Musicians & Audio Engineers alike have one very important tool - their ears. Listening is a skill, and can be honed through practice. This is a list of free resources I've found to help you train your ears to hear more than they could before.
I've always believed that ear training consists of simply learning to name the things that you're hearing. We all hear the same things, but we don't all know how to recognize what we're hearing.
The same way, as a child your parents pointed at things and named them until you could name them back, Ear Training consists of hearing things and having them named until you can name them back.
Musicians
Ear Training for Musicians consists mostly of listening to intervals and naming them. "That's a major 3rd, that's a perfect 5th, etc."
Audio Engineers
Ear Training for Audio Engineers consists of listening to various acoustic, psychoacoustic, and electronically induced sounds and naming them.
PC ABX Software
The purpose of ABX software is to allow you to listen to 2 or more sounds without knowing which is which and comparing them. For example, can you tell which is the MP3 and which is the original CD quality sample? Can you really tell one microphone from another?
- PC ABX
Load two sound samples. It will let you play A, B and X. Can you tell if sound file X is really A or B?
- ABC / Hidden Reference Audio Comparison Tool
Load up a sound file & up to 8 files to compare it with. Then make blind comparisons with the original. Which do you think sounds better and why?
See the Shootouts forum on ProSoundReview.com for more comparisons of different mic's, mic pre's, etc.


__WORK INSTRUCTIONS__.
This exercise asks for a copy of each line in the records below with the word "state" in it.

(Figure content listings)

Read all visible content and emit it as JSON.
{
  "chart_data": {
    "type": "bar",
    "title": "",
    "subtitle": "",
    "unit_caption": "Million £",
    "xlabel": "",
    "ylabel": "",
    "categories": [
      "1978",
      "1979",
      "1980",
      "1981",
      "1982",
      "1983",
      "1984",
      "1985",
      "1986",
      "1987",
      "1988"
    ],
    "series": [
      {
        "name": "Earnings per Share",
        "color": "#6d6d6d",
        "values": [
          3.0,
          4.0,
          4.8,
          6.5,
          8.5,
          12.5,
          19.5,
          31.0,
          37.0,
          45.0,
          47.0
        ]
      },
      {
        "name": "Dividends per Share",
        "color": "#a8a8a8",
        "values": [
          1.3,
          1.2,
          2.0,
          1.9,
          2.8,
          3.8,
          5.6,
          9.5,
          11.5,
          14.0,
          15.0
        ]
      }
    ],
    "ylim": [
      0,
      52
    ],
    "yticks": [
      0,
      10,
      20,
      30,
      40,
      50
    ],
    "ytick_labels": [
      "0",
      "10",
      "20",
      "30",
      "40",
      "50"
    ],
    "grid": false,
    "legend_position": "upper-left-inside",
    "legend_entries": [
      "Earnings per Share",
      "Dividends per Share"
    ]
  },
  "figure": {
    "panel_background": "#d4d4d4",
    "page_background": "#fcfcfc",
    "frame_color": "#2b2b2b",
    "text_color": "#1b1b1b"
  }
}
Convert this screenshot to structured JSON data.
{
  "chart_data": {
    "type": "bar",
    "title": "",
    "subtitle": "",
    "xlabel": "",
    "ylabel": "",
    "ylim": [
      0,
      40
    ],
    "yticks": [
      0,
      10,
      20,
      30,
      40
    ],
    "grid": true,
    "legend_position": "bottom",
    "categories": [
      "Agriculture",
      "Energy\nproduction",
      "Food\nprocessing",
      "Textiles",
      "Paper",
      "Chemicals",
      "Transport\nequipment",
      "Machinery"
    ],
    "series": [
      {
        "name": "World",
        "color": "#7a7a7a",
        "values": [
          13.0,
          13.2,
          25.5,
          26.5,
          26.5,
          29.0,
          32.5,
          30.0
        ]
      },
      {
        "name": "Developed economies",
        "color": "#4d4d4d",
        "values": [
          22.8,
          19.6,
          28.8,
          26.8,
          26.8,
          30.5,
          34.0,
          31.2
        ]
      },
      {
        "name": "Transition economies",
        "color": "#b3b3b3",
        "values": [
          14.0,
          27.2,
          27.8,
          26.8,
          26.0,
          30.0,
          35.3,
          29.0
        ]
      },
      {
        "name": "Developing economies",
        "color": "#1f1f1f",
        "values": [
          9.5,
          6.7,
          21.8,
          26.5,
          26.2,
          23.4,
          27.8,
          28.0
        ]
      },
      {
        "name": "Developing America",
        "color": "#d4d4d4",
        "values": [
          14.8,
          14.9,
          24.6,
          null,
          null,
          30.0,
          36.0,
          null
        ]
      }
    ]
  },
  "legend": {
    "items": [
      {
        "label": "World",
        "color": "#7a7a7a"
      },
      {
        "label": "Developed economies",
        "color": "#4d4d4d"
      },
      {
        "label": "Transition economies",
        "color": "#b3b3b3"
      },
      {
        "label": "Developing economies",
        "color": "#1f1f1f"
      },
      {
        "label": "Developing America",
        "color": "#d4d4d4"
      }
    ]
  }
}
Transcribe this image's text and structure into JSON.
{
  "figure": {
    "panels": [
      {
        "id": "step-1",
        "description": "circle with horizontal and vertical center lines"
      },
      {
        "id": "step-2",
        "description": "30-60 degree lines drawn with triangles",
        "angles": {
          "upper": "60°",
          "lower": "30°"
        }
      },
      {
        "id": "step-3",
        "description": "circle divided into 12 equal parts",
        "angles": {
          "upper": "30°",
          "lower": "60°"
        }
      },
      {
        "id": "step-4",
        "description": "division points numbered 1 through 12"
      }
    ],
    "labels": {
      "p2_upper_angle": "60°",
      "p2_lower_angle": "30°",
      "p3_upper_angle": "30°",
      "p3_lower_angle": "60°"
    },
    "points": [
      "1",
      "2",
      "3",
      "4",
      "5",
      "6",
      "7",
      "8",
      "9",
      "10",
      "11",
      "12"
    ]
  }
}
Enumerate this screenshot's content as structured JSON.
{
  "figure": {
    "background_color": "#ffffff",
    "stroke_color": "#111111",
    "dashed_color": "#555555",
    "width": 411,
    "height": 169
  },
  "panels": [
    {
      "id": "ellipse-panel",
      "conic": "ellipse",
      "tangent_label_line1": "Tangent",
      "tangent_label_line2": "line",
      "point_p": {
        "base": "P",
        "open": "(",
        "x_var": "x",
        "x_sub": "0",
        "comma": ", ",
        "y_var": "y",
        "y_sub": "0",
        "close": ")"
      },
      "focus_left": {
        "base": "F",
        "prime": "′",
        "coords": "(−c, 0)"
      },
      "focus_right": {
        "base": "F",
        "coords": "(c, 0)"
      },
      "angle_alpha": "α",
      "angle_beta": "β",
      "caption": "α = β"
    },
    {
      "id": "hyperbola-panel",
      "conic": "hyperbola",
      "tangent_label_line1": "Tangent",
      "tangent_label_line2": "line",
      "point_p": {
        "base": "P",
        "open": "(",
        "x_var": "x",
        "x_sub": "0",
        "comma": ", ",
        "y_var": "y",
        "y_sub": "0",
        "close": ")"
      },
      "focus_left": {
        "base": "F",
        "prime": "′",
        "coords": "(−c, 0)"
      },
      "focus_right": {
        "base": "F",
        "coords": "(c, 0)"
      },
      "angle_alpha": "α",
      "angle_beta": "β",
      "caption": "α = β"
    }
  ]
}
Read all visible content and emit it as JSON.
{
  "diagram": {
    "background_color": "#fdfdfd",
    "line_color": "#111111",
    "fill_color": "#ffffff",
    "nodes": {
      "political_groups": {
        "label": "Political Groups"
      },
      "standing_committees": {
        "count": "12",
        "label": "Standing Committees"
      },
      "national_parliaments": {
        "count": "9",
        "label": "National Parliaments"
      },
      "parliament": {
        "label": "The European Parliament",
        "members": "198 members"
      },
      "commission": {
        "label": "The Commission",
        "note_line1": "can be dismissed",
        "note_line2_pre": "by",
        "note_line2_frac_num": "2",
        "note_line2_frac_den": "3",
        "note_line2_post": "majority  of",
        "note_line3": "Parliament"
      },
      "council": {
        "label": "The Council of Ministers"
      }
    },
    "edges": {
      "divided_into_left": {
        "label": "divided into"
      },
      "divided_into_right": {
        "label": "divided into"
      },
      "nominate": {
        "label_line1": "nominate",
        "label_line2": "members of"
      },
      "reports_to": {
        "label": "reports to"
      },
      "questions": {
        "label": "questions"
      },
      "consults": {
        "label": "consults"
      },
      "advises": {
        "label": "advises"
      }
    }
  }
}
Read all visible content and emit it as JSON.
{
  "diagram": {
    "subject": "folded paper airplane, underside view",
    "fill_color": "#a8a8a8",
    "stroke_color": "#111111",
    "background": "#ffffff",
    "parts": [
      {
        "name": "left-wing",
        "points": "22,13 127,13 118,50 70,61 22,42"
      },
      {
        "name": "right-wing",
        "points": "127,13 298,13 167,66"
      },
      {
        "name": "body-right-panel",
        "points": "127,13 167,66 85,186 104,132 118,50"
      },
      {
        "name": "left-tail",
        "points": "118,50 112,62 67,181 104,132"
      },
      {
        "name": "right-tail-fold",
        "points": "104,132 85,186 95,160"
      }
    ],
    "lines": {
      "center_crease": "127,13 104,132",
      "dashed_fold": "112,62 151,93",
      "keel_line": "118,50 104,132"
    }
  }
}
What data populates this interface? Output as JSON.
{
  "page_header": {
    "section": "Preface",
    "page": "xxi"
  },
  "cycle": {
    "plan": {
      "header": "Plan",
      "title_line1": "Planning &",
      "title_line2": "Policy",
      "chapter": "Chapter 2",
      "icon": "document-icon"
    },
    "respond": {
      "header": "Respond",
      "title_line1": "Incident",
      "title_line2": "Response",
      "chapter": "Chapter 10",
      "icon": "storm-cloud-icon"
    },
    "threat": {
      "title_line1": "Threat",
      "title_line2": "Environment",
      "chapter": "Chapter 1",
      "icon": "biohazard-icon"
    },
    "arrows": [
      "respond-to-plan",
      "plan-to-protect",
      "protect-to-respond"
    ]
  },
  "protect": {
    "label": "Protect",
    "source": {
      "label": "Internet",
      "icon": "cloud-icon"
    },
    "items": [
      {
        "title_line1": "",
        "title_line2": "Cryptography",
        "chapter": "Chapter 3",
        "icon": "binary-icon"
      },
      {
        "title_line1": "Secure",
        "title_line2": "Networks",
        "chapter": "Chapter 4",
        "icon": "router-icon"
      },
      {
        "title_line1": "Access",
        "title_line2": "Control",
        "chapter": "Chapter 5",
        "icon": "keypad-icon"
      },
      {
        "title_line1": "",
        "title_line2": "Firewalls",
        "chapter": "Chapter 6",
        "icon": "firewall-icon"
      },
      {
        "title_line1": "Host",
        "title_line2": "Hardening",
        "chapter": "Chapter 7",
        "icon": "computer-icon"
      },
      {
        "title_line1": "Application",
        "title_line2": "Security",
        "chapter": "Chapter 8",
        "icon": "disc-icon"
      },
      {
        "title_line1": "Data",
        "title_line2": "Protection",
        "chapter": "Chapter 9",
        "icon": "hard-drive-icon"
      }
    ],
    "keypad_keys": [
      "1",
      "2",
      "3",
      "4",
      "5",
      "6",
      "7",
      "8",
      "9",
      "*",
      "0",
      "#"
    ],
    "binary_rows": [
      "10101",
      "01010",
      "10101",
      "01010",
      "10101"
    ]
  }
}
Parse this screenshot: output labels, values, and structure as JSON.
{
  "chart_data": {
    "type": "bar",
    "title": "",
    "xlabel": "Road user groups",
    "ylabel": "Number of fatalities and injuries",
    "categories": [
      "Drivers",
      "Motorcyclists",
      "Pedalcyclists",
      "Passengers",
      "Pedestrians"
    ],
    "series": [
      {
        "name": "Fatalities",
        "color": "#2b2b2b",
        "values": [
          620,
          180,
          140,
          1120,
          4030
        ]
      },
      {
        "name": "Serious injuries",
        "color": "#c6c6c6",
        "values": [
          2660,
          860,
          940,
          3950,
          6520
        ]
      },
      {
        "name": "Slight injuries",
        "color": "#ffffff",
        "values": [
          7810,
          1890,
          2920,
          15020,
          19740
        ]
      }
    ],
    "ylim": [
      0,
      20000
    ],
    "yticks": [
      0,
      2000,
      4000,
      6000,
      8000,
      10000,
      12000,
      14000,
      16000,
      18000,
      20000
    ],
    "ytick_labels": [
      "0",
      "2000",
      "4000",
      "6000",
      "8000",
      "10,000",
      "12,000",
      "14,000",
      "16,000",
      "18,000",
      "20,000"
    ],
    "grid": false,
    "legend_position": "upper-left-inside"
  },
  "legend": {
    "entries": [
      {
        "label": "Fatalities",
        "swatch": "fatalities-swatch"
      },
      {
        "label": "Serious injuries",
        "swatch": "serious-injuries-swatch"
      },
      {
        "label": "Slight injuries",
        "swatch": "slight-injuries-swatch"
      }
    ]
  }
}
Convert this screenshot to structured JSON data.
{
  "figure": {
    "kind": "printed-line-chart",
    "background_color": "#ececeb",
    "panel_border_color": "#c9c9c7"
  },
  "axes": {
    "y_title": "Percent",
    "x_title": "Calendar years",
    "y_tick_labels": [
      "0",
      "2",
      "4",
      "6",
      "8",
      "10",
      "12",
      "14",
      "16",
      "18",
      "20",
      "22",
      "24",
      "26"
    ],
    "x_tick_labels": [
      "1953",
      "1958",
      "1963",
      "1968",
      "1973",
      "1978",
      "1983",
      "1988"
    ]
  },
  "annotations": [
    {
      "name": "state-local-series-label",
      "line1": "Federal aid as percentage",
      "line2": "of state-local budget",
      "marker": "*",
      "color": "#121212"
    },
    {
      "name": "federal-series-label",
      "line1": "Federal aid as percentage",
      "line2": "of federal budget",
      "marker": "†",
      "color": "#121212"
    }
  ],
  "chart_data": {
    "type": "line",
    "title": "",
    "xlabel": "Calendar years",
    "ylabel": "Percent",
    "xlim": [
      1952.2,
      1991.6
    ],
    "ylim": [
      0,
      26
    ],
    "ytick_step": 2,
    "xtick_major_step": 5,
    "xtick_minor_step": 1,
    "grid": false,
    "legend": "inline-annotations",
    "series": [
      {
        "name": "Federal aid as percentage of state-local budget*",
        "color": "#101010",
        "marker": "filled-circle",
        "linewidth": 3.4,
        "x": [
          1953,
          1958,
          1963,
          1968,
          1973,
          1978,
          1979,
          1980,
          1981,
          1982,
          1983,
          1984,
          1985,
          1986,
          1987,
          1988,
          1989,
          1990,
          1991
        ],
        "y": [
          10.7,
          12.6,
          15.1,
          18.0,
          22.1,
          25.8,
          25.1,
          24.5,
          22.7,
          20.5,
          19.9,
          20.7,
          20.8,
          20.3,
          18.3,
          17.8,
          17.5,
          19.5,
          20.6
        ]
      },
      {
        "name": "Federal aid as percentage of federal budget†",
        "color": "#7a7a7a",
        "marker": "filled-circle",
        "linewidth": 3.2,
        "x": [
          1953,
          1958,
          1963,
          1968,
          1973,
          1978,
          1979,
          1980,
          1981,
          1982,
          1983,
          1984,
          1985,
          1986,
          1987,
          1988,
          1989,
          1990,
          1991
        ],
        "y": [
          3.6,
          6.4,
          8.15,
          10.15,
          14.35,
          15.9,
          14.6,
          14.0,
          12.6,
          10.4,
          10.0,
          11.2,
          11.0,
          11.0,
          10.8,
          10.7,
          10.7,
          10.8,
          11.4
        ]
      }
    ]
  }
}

__RESPONSE TO THIS EXERCISE__.
      "name": "state-local-series-label",
      "line2": "of state-local budget",
        "name": "Federal aid as percentage of state-local budget*",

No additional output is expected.